Fig. 2: Fragment expansion in synthetically accessible chemical space. | Nature Communications

Fig. 2: Fragment expansion in synthetically accessible chemical space.

From: Virtual fragment screening for DNA repair inhibitors in vast chemical space

Fig. 2

a Docking of commercial chemical libraries containing 14 million (14 M) fragments led to identification of fragment 1, a weak OGG1 inhibitor. b Crystal structures of mouse OGG1 bound to inhibitors enabled increasingly complex chemical pattern searches in commercial make-on-demand libraries. By stepwise increasing the size of the fragment, compounds 5 and 7 (IC50 = 58 and 6.6 μM, respectively) were discovered and crystal structures of these were determined (PDB accession codes: 7Z5R and 7ZC7). c Suitable building blocks were retrieved using pattern matching based on the molecular topology of compound 7. A tailored virtual chemical library was constructed based on several coupling reactions, yielding 6720 products. Docking then guided selection of compounds from the virtual library, which were synthesized in-house and led to the discovery of compounds 17 and 23 (IC50 = 600 nM, Table 1). A crystal structure of mouse OGG1 in complex with compound 17 (PDB accession code: 7Z5B) confirmed the computationally designed hydrogen bond to Asp322. Structure-guided elaboration leading to compounds 17 and 23 resulted in a > 165-fold increase of inhibitory potency compared to fragment 1. Source data are provided as a Source Data file.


WHAT TO PRODUCE>
Print the data below exactly as it stands, and keep the pictures out.

DATA SHOWN>
▽

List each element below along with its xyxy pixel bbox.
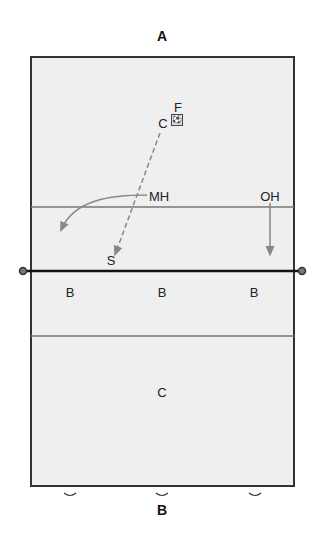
net-post-right bbox=[299, 268, 306, 275]
player-oh: OH bbox=[260, 189, 280, 204]
player-b-middle: B bbox=[158, 285, 167, 300]
player-mh: MH bbox=[149, 189, 169, 204]
marker-3 bbox=[249, 493, 261, 496]
volleyball-icon: ⚽ bbox=[171, 114, 183, 126]
player-c-a: C bbox=[158, 116, 167, 131]
marker-2 bbox=[156, 493, 168, 496]
player-f: F bbox=[174, 100, 182, 115]
player-b-left: B bbox=[66, 285, 75, 300]
team-b-label: B bbox=[157, 502, 167, 518]
player-c-b: C bbox=[157, 385, 166, 400]
marker-1 bbox=[64, 493, 76, 496]
player-s: S bbox=[107, 253, 116, 268]
net-post-left bbox=[20, 268, 27, 275]
mh-path-arrow bbox=[62, 195, 147, 228]
player-b-right: B bbox=[250, 285, 259, 300]
court-lines bbox=[0, 0, 322, 549]
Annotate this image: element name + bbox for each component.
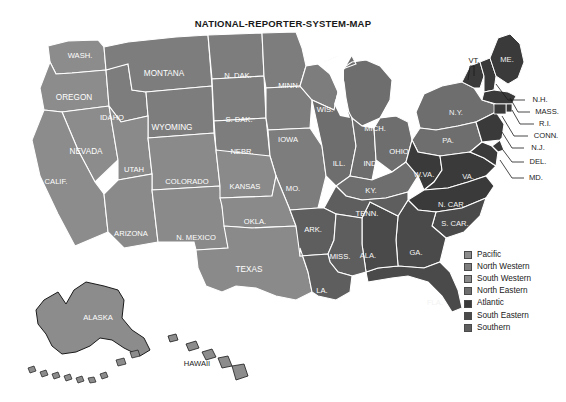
legend-swatch-north-eastern <box>464 287 472 295</box>
legend-label-south-western: South Western <box>477 275 531 283</box>
legend-label-north-western: North Western <box>477 263 530 271</box>
label-hawaii: HAWAII <box>184 359 210 368</box>
legend-item-southern[interactable]: Southern <box>464 322 564 334</box>
state-n-mexico[interactable] <box>152 186 228 250</box>
leader-conn <box>502 116 528 136</box>
legend-swatch-atlantic <box>464 300 472 308</box>
legend-swatch-south-western <box>464 275 472 283</box>
map-page: NATIONAL-REPORTER-SYSTEM-MAP <box>0 0 566 402</box>
state-hawaii[interactable] <box>168 334 248 380</box>
label-md: MD. <box>529 173 543 182</box>
state-fla[interactable] <box>366 262 462 312</box>
alaska-islands <box>28 350 140 383</box>
legend-item-atlantic[interactable]: Atlantic <box>464 298 564 310</box>
state-conn[interactable] <box>494 104 506 114</box>
label-del: DEL. <box>530 157 547 166</box>
legend-label-pacific: Pacific <box>477 251 501 259</box>
legend-item-south-western[interactable]: South Western <box>464 273 564 285</box>
label-mass: MASS. <box>535 107 559 116</box>
state-kansas[interactable] <box>216 150 276 198</box>
label-n-h: N.H. <box>532 95 547 104</box>
state-mass[interactable] <box>482 90 516 104</box>
legend-item-south-eastern[interactable]: South Eastern <box>464 310 564 322</box>
state-r-i[interactable] <box>506 104 512 112</box>
label-fla: FLA. <box>427 298 443 307</box>
legend-item-north-western[interactable]: North Western <box>464 261 564 273</box>
legend-swatch-pacific <box>464 251 472 259</box>
legend-label-north-eastern: North Eastern <box>477 287 528 295</box>
leader-del <box>503 150 524 162</box>
leader-md <box>500 160 524 178</box>
legend-label-atlantic: Atlantic <box>477 299 504 307</box>
legend-swatch-southern <box>464 324 472 332</box>
legend-item-pacific[interactable]: Pacific <box>464 249 564 261</box>
state-colorado[interactable] <box>148 133 220 190</box>
state-wash[interactable] <box>48 40 106 74</box>
map-legend: Pacific North Western South Western Nort… <box>464 249 564 334</box>
legend-label-south-eastern: South Eastern <box>477 312 529 320</box>
legend-swatch-north-western <box>464 263 472 271</box>
legend-label-southern: Southern <box>477 324 510 332</box>
label-conn: CONN. <box>534 131 558 140</box>
state-minn[interactable] <box>262 32 306 88</box>
state-n-dak[interactable] <box>208 33 264 79</box>
label-r-i: R.I. <box>539 119 551 128</box>
state-s-dak[interactable] <box>212 76 266 121</box>
us-map: WASH. OREGON IDAHO MONTANA WYOMING NEVAD… <box>0 0 566 402</box>
state-wyoming[interactable] <box>146 86 214 138</box>
legend-item-north-eastern[interactable]: North Eastern <box>464 286 564 298</box>
mainland-states <box>28 32 524 383</box>
state-arizona[interactable] <box>104 174 158 248</box>
legend-swatch-south-eastern <box>464 312 472 320</box>
label-n-j: N.J. <box>531 143 545 152</box>
state-alaska[interactable] <box>36 282 150 356</box>
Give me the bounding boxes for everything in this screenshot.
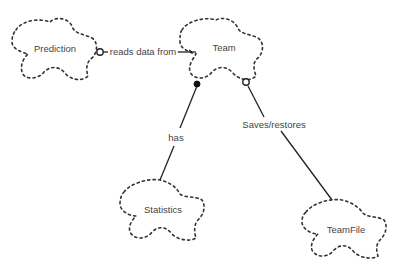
association-line-has-lower[interactable] [160,146,174,180]
open-circle-adornment-icon [97,49,103,55]
open-circle-adornment-icon [243,79,249,85]
association-line-has-upper[interactable] [180,86,197,128]
class-name-teamfile: TeamFile [327,224,366,235]
relationship-label-has: has [167,132,184,143]
relationship-label-saves-restores: Saves/restores [241,119,306,130]
class-name-team: Team [212,42,235,53]
class-name-statistics: Statistics [144,204,182,215]
association-line-saves-restores-upper[interactable] [248,86,264,117]
class-name-prediction: Prediction [34,43,76,54]
diagram-canvas: Prediction Team Statistics TeamFile read… [0,0,405,275]
filled-circle-adornment-icon [194,81,200,87]
relationship-label-reads-data-from: reads data from [109,46,178,57]
association-line-saves-restores-lower[interactable] [281,131,332,200]
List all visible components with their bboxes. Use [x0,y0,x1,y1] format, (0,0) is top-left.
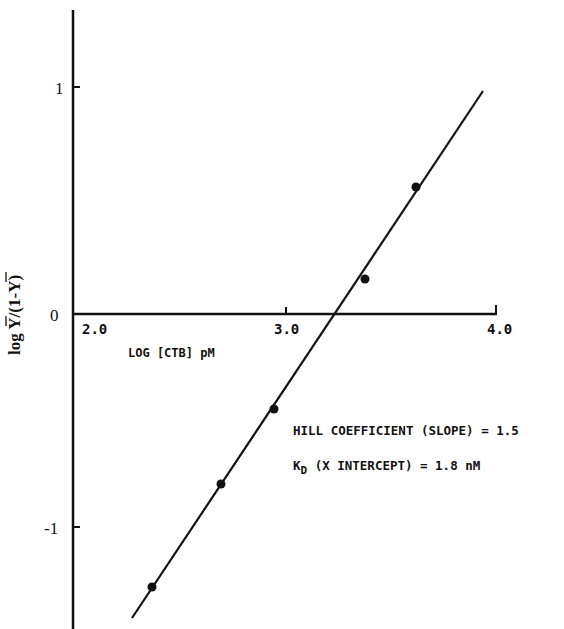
data-point [412,183,421,192]
hill-coefficient-annotation: HILL COEFFICIENT (SLOPE) = 1.5 [293,423,519,438]
data-point [270,405,279,414]
y-axis-label-prefix: log [5,330,24,355]
data-point [361,275,370,284]
x-tick-label-4: 4.0 [487,321,512,337]
y-tick-label-neg1: -1 [44,519,58,538]
data-points [148,183,421,592]
y-axis-label: log Y/(1-Y) [5,272,24,355]
y-tick-label-1: 1 [55,79,64,98]
data-point [217,480,226,489]
data-point [148,583,157,592]
svg-text:log Y/(1-Y): log Y/(1-Y) [5,275,24,355]
x-axis-label: LOG [CTB] pM [128,346,215,360]
y-tick-label-0: 0 [50,306,59,325]
x-tick-label-2: 2.0 [82,321,107,337]
kd-annotation: KD (X INTERCEPT) = 1.8 nM [293,458,480,477]
y-axis-label-rest: Y/(1-Y) [5,275,24,330]
hill-plot: 1 0 -1 2.0 3.0 4.0 LOG [CTB] pM log Y/(1… [0,0,564,629]
x-tick-label-3: 3.0 [274,321,299,337]
kd-rest: (X INTERCEPT) = 1.8 nM [307,458,480,473]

△

ANSWER SPACE>
List each element below along with its xyxy pixel bbox.
net-post-right bbox=[299, 268, 306, 275]
player-oh: OH bbox=[260, 189, 280, 204]
player-b-middle: B bbox=[158, 285, 167, 300]
player-mh: MH bbox=[149, 189, 169, 204]
marker-3 bbox=[249, 493, 261, 496]
volleyball-icon: ⚽ bbox=[171, 114, 183, 126]
player-c-a: C bbox=[158, 116, 167, 131]
marker-2 bbox=[156, 493, 168, 496]
player-f: F bbox=[174, 100, 182, 115]
player-b-left: B bbox=[66, 285, 75, 300]
team-b-label: B bbox=[157, 502, 167, 518]
player-c-b: C bbox=[157, 385, 166, 400]
marker-1 bbox=[64, 493, 76, 496]
player-s: S bbox=[107, 253, 116, 268]
net-post-left bbox=[20, 268, 27, 275]
mh-path-arrow bbox=[62, 195, 147, 228]
player-b-right: B bbox=[250, 285, 259, 300]
court-lines bbox=[0, 0, 322, 549]
Annotate this image: element name + bbox for each component.
legend-swatch-north-eastern <box>464 287 472 295</box>
legend-label-south-western: South Western <box>477 275 531 283</box>
legend-label-north-western: North Western <box>477 263 530 271</box>
label-hawaii: HAWAII <box>184 359 210 368</box>
legend-item-southern[interactable]: Southern <box>464 322 564 334</box>
state-n-mexico[interactable] <box>152 186 228 250</box>
leader-conn <box>502 116 528 136</box>
legend-swatch-atlantic <box>464 300 472 308</box>
legend-swatch-south-western <box>464 275 472 283</box>
map-page: NATIONAL-REPORTER-SYSTEM-MAP <box>0 0 566 402</box>
state-hawaii[interactable] <box>168 334 248 380</box>
label-md: MD. <box>529 173 543 182</box>
state-fla[interactable] <box>366 262 462 312</box>
alaska-islands <box>28 350 140 383</box>
legend-item-atlantic[interactable]: Atlantic <box>464 298 564 310</box>
state-conn[interactable] <box>494 104 506 114</box>
label-del: DEL. <box>530 157 547 166</box>
legend-label-pacific: Pacific <box>477 251 501 259</box>
legend-item-south-western[interactable]: South Western <box>464 273 564 285</box>
label-mass: MASS. <box>535 107 559 116</box>
state-kansas[interactable] <box>216 150 276 198</box>
label-n-h: N.H. <box>532 95 547 104</box>
state-mass[interactable] <box>482 90 516 104</box>
legend-item-south-eastern[interactable]: South Eastern <box>464 310 564 322</box>
state-r-i[interactable] <box>506 104 512 112</box>
label-fla: FLA. <box>427 298 443 307</box>
legend-item-north-western[interactable]: North Western <box>464 261 564 273</box>
legend-swatch-pacific <box>464 251 472 259</box>
legend-label-north-eastern: North Eastern <box>477 287 528 295</box>
leader-del <box>503 150 524 162</box>
leader-md <box>500 160 524 178</box>
legend-label-atlantic: Atlantic <box>477 299 504 307</box>
legend-swatch-southern <box>464 324 472 332</box>
legend-item-pacific[interactable]: Pacific <box>464 249 564 261</box>
state-colorado[interactable] <box>148 133 220 190</box>
state-wash[interactable] <box>48 40 106 74</box>
map-legend: Pacific North Western South Western Nort… <box>464 249 564 334</box>
legend-label-south-eastern: South Eastern <box>477 312 529 320</box>
legend-swatch-north-western <box>464 263 472 271</box>
legend-label-southern: Southern <box>477 324 510 332</box>
label-conn: CONN. <box>534 131 558 140</box>
state-minn[interactable] <box>262 32 306 88</box>
state-n-dak[interactable] <box>208 33 264 79</box>
label-r-i: R.I. <box>539 119 551 128</box>
state-s-dak[interactable] <box>212 76 266 121</box>
us-map: WASH. OREGON IDAHO MONTANA WYOMING NEVAD… <box>0 0 566 402</box>
state-wyoming[interactable] <box>146 86 214 138</box>
legend-item-north-eastern[interactable]: North Eastern <box>464 286 564 298</box>
mainland-states <box>28 32 524 383</box>
state-arizona[interactable] <box>104 174 158 248</box>
legend-swatch-south-eastern <box>464 312 472 320</box>
label-n-j: N.J. <box>531 143 545 152</box>
state-alaska[interactable] <box>36 282 150 356</box>
Give me the bounding boxes for everything in this screenshot.
association-line-has-lower[interactable] [160,146,174,180]
open-circle-adornment-icon [97,49,103,55]
open-circle-adornment-icon [243,79,249,85]
association-line-has-upper[interactable] [180,86,197,128]
class-name-teamfile: TeamFile [327,224,366,235]
relationship-label-has: has [167,132,184,143]
relationship-label-saves-restores: Saves/restores [241,119,306,130]
class-name-team: Team [212,42,235,53]
class-name-statistics: Statistics [144,204,182,215]
association-line-saves-restores-upper[interactable] [248,86,264,117]
class-name-prediction: Prediction [34,43,76,54]
diagram-canvas: Prediction Team Statistics TeamFile read… [0,0,405,275]
filled-circle-adornment-icon [194,81,200,87]
relationship-label-reads-data-from: reads data from [109,46,178,57]
association-line-saves-restores-lower[interactable] [281,131,332,200]
List all visible components with their bboxes. Use [x0,y0,x1,y1] format, (0,0) is top-left.
data-point [412,183,421,192]
hill-coefficient-annotation: HILL COEFFICIENT (SLOPE) = 1.5 [293,423,519,438]
data-point [270,405,279,414]
y-axis-label-prefix: log [5,330,24,355]
data-point [361,275,370,284]
x-tick-label-4: 4.0 [487,321,512,337]
y-tick-label-neg1: -1 [44,519,58,538]
data-points [148,183,421,592]
y-axis-label: log Y/(1-Y) [5,272,24,355]
y-tick-label-1: 1 [55,79,64,98]
data-point [217,480,226,489]
data-point [148,583,157,592]
svg-text:log Y/(1-Y): log Y/(1-Y) [5,275,24,355]
x-axis-label: LOG [CTB] pM [128,346,215,360]
y-tick-label-0: 0 [50,306,59,325]
x-tick-label-2: 2.0 [82,321,107,337]
kd-annotation: KD (X INTERCEPT) = 1.8 nM [293,458,480,477]
y-axis-label-rest: Y/(1-Y) [5,275,24,330]
hill-plot: 1 0 -1 2.0 3.0 4.0 LOG [CTB] pM log Y/(1… [0,0,564,629]
x-tick-label-3: 3.0 [274,321,299,337]
kd-rest: (X INTERCEPT) = 1.8 nM [307,458,480,473]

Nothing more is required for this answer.